▶ **WHAT YOU WILL DO**: Leave out the pictures and restate every entry word for word.

[Measuring device photo data]
--*--

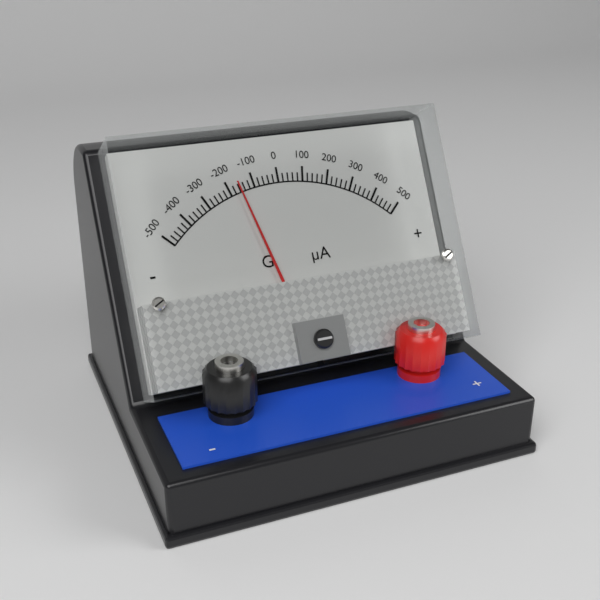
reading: -160 µA
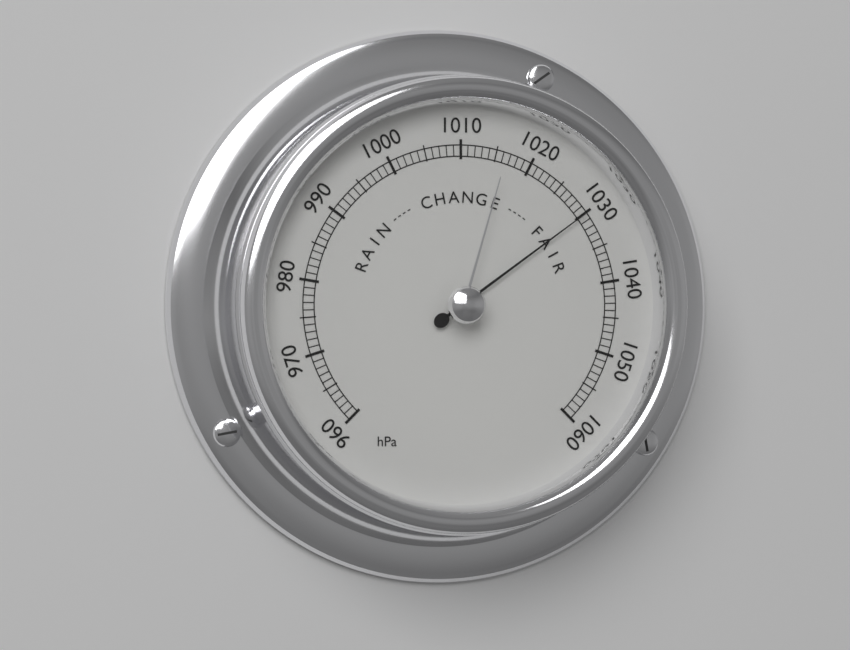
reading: 1030 hPa
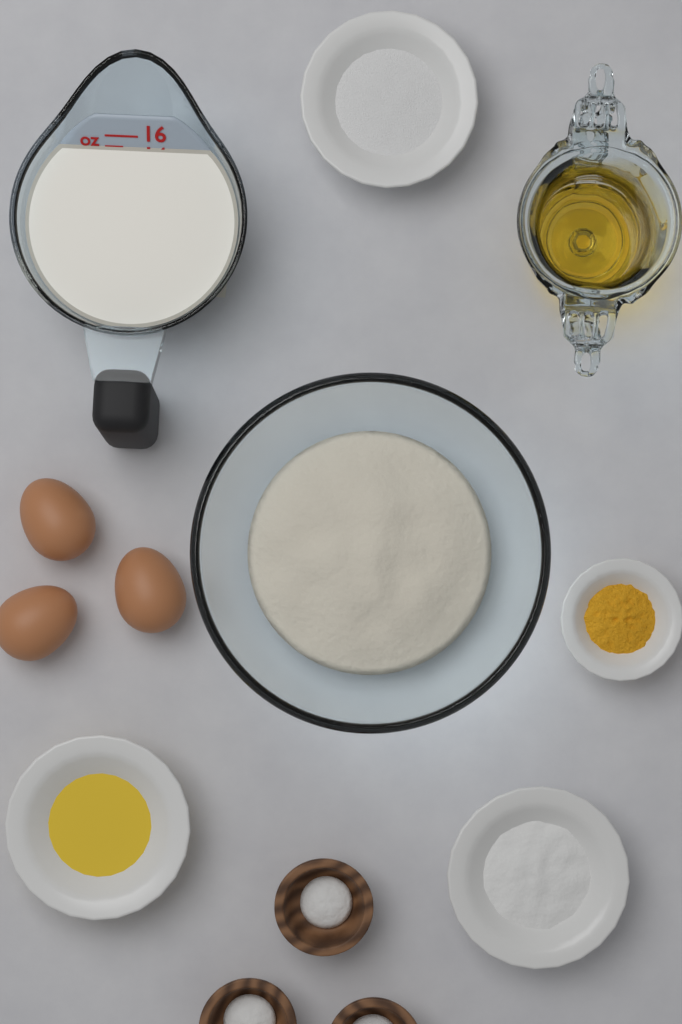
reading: 15 oz
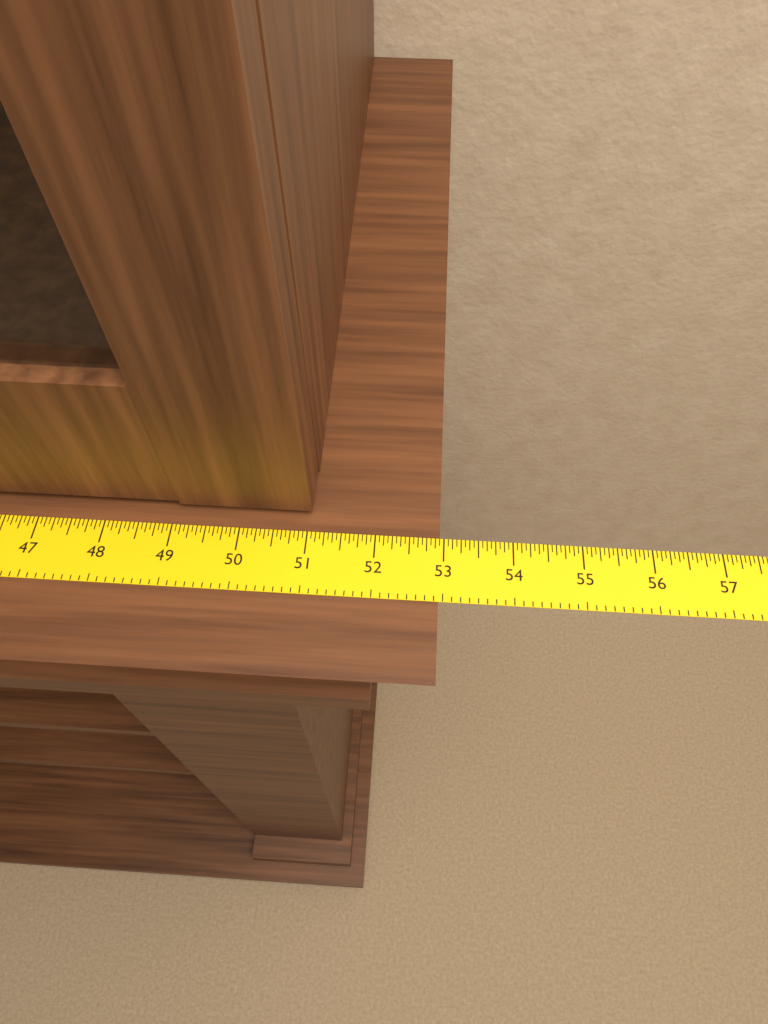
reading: 52.9375 in
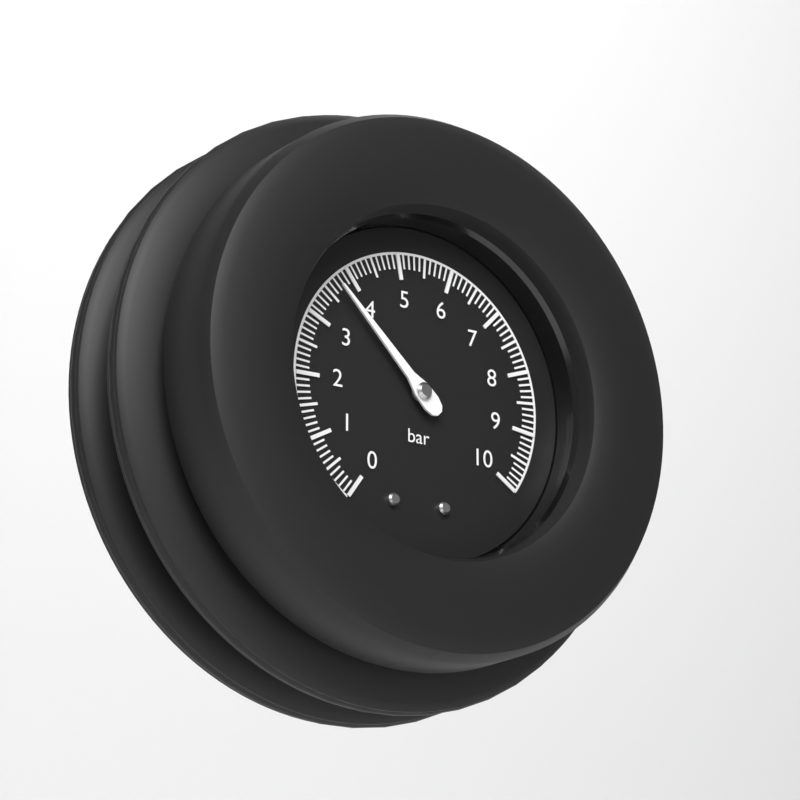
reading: 3.7 bar
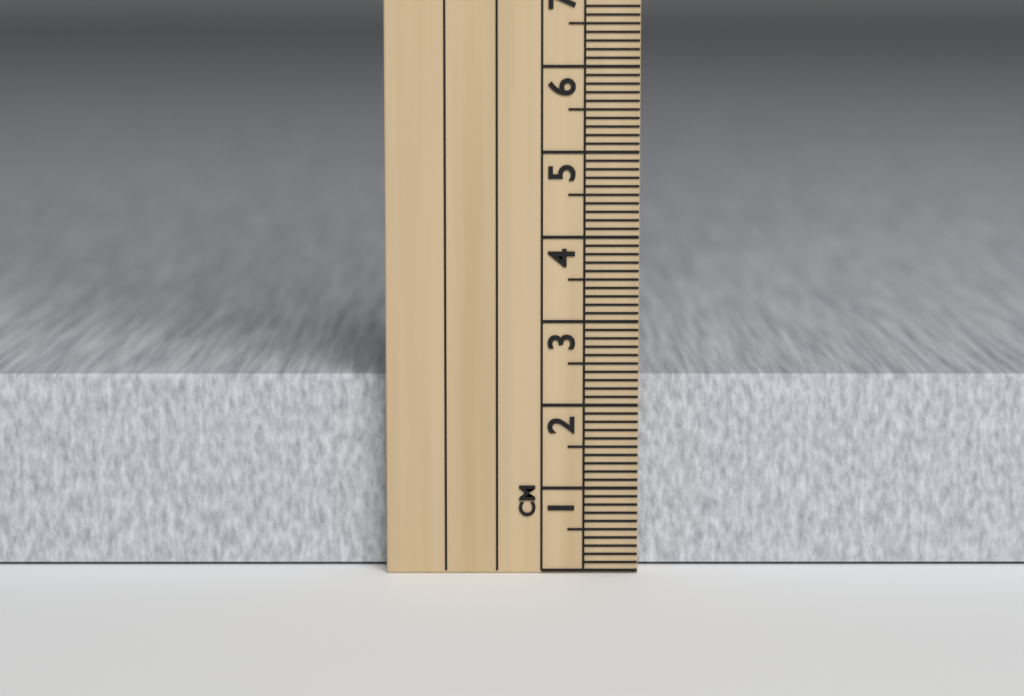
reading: 2.3 cm
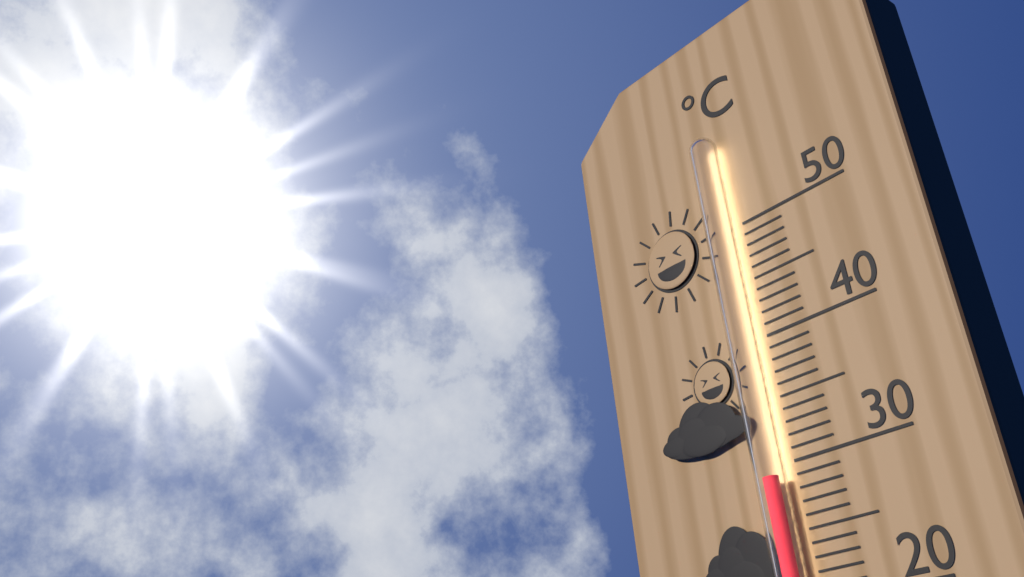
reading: 29 °C
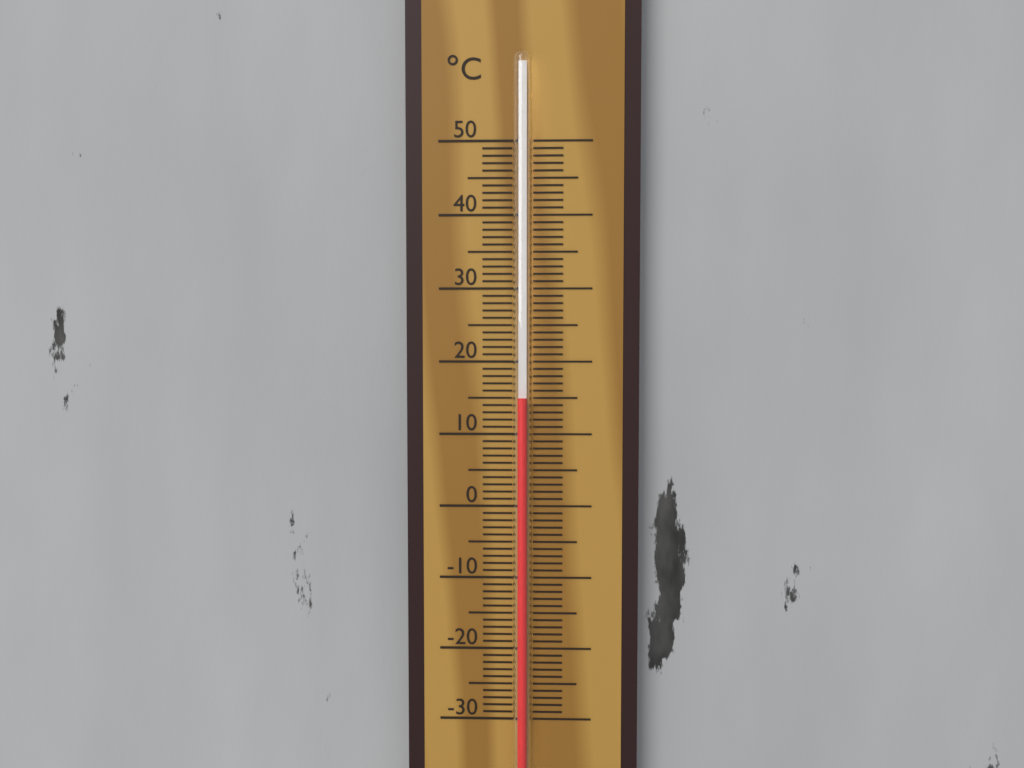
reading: 15 °C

--*--

▶ **EXPECTED ANSWER**:
reading: -160 µA
reading: 1030 hPa
reading: 15 oz
reading: 52.9375 in
reading: 3.7 bar
reading: 2.3 cm
reading: 29 °C
reading: 15 °C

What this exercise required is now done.